About Hugo XMin

Yihui Xie

XMin is the first Hugo theme I have designed. The original reason that I wrote it was I needed a minimal example of Hugo themes when I was writing the blogdown book. Basically I wanted a simple theme that supports a navigation menu, a home page, other single pages, lists of pages, blog posts, categories, tags, and RSS. That is all. Nothing fancy. In terms of CSS and JavaScript, I really want to keep them minimal. In fact, this theme does not contain any JavaScript code at all, although on this example website I did introduce some JavaScript code (still relatively simple anyway). The theme does not contain any images, either, and is pretty much a plain-text theme.

The theme name “XMin” can be interpreted as “Xie’s Minimal theme” (Xie is my last name) or “eXtremely Minimal theme”.

hugo.yaml (the config file)

For this example site, I defined permalinks for two sections, post and note, so that the links to pages under these directories will contain the date info, e.g., https://xmin.yihui.org/post/2016/02/14/a-plain-markdown-post/. This is optional, and it is up to your personal taste of URLs.

permalinks:
  note: "/note/:year/:month/:day/:slug/"
  post: "/post/:year/:month/:day/:slug/"

You can define the menu through menu.main, e.g.,

menu:
  main:
    - name: Home
      url: ""
      weight: 1
    - name: About
      url: "about/"
      weight: 2
    - name: Categories
      url: "categories/"
      weight: 3
    - name: Tags
      url: "tags/"
      weight: 4
    - name: Subscribe
      url: "index.xml"

Alternatively, you can add menu: main to the YAML metadata of any of your pages, so that these pages will appear in the menu.

The page footer can be defined in .Params.footer, and the text is treated as Markdown, e.g.,

params:
  footer: "© [Yihui Xie](https://yihui.org) 2017 -- {Year}"

Here {Year} means the year in which the site is built (usually the current year).

Custom layouts

There are two layout files under layouts/partials/ that you may want to override: head_custom.html and foot_custom.html. This is how you inject arbitrary HTML code to the head and foot areas. For example, this site has a file layouts/partials/foot_custom.html to support LaTeX math via KaTeX and center images automatically:

<link rel="stylesheet" href="//cdn.jsdelivr.net/npm/katex/dist/katex.min.css">
<script src="//cdn.jsdelivr.net/combine/npm/katex/dist/katex.min.js,npm/katex/dist/contrib/auto-render.min.js,npm/@xiee/utils/js/render-katex.js" defer></script>

<script src="//cdn.jsdelivr.net/npm/@xiee/utils/js/center-img.min.js" defer></script>

You can certainly enable highlight.js for syntax highlighting by yourself through head_custom.html and foot_custom.html if you want.

If you do not like the default fonts (e.g., Palatino), you may provide your own static/css/fonts.css under the root directory of your website to override the fonts.css in the theme.

Other features

I could have added more features to this theme, but I decided not to, since I have no intention to make this theme feature-rich. However, I will teach you how. I have prepared several examples via pull requests at https://github.com/yihui/hugo-xmin/pulls, so that you can see the implementations of these features when you check out the diffs in the pull requests. For example, you can:

To fully understand these examples, you have to read the section on Hugo templates in the blogdown book.

Design philosophy

Lastly, a few words about my design philosophy for this theme: I have been relying on existing frameworks like Bootstrap for years since I’m not really a designer, and I was always scared by the complexity of CSS.

When I started writing this theme, I asked myself, “What if I just write from scratch?” No Bootstrap. No Normalize.css. I don’t care about IE (life could be so much easier without IE) or inconsistencies among browsers (for personal websites). As long as the theme looks okay in Chrome, Firefox, and Safari, I’m done. Thanks to the simplicity of Markdown, you cannot really produce very complicated HTML, and I think styling the HTML output from Markdown is much simpler than general HTML documents. For example, I do not need to care much about form elements like textareas or buttons.

After I finished this theme, I started to wonder why I’d need normalize.css at all. The default appearance of modern browsers actually looks pretty good in my eyes, after I tweak the typeface a little bit.

Compared to inconsistencies across browsers, I care much more about these properties of HTML elements:

I hope you can enjoy this theme. The source code is on Github. Happy hacking!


▸ Required action
Copy every line of the records below where the word "main" occurs.

──────── Entries supplied

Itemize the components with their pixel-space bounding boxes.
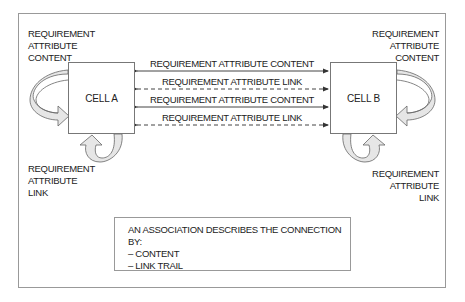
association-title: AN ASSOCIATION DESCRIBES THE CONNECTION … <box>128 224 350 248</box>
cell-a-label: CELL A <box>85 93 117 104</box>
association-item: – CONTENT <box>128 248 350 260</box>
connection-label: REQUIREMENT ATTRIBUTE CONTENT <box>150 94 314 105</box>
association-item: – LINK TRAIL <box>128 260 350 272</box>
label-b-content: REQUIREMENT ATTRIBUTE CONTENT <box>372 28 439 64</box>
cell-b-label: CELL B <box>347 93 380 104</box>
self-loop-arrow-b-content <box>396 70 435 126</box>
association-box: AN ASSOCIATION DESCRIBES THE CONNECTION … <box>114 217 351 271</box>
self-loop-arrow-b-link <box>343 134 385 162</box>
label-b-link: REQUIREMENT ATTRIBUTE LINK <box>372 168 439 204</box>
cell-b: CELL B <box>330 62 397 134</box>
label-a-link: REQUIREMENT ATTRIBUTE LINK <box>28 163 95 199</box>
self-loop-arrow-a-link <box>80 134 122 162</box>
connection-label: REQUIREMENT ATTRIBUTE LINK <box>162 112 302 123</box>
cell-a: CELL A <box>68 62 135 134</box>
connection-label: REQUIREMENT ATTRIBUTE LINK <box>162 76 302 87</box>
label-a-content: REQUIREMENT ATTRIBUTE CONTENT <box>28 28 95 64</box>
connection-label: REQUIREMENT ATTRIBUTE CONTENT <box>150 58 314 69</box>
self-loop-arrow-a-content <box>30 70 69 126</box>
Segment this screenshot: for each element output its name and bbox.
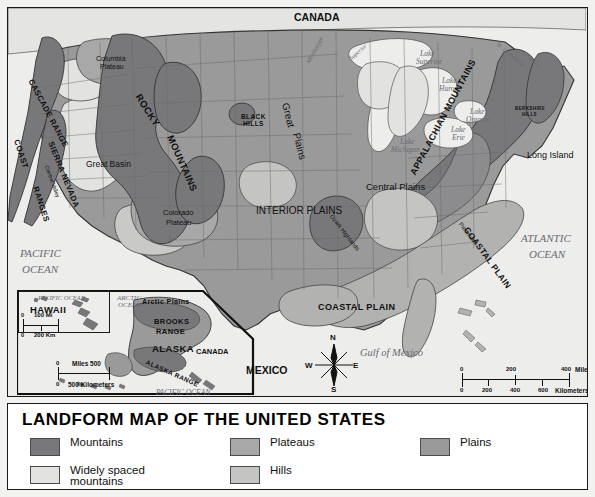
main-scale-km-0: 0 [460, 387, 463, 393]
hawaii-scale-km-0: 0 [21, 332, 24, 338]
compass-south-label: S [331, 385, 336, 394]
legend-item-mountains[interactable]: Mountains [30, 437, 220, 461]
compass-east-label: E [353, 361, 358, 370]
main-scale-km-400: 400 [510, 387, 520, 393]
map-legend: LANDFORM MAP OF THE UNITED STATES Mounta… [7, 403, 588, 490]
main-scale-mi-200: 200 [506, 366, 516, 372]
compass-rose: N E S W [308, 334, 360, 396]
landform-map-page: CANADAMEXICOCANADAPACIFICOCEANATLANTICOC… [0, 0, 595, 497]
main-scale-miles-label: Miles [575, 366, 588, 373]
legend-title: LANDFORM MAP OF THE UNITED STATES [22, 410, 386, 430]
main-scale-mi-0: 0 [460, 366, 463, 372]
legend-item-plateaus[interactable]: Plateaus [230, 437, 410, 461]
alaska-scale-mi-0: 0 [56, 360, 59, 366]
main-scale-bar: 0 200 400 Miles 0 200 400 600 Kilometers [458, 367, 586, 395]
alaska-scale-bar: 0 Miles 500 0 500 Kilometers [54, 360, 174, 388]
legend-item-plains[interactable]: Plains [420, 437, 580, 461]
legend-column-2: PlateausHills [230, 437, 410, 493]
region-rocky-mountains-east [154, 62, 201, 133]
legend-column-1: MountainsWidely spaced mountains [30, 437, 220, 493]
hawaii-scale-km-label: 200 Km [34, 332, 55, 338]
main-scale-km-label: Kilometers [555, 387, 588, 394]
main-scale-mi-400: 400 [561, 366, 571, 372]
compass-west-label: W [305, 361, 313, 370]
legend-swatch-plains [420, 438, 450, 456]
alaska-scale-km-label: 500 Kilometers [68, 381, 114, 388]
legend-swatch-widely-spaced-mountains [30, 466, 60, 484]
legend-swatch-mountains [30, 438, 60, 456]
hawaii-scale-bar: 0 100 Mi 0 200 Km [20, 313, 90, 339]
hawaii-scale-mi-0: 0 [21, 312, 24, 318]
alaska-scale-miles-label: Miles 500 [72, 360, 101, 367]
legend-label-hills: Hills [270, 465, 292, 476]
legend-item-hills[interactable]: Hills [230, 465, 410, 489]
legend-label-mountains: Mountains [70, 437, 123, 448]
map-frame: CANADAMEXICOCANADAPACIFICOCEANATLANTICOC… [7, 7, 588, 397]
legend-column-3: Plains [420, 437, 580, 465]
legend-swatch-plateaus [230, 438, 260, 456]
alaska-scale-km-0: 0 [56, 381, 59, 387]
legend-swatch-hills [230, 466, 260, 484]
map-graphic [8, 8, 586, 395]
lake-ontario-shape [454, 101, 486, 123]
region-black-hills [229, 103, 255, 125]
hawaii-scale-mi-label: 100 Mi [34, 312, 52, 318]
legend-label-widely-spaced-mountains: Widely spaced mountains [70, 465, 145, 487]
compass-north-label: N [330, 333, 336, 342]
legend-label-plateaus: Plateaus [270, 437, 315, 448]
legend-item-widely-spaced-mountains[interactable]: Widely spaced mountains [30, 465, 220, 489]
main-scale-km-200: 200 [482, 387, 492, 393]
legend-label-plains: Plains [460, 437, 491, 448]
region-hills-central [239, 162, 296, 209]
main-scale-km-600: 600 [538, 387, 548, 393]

────────────────

▸ Expected answer
main-scale-km-0: 0 [460, 387, 463, 393]
main-scale-km-400: 400 [510, 387, 520, 393]
main-scale-mi-200: 200 [506, 366, 516, 372]
main-scale-miles-label: Miles [575, 366, 588, 373]
main-scale-mi-0: 0 [460, 366, 463, 372]
main-scale-bar: 0 200 400 Miles 0 200 400 600 Kilometers [458, 367, 586, 395]
main-scale-km-label: Kilometers [555, 387, 588, 394]
main-scale-mi-400: 400 [561, 366, 571, 372]
main-scale-km-200: 200 [482, 387, 492, 393]
main-scale-km-600: 600 [538, 387, 548, 393]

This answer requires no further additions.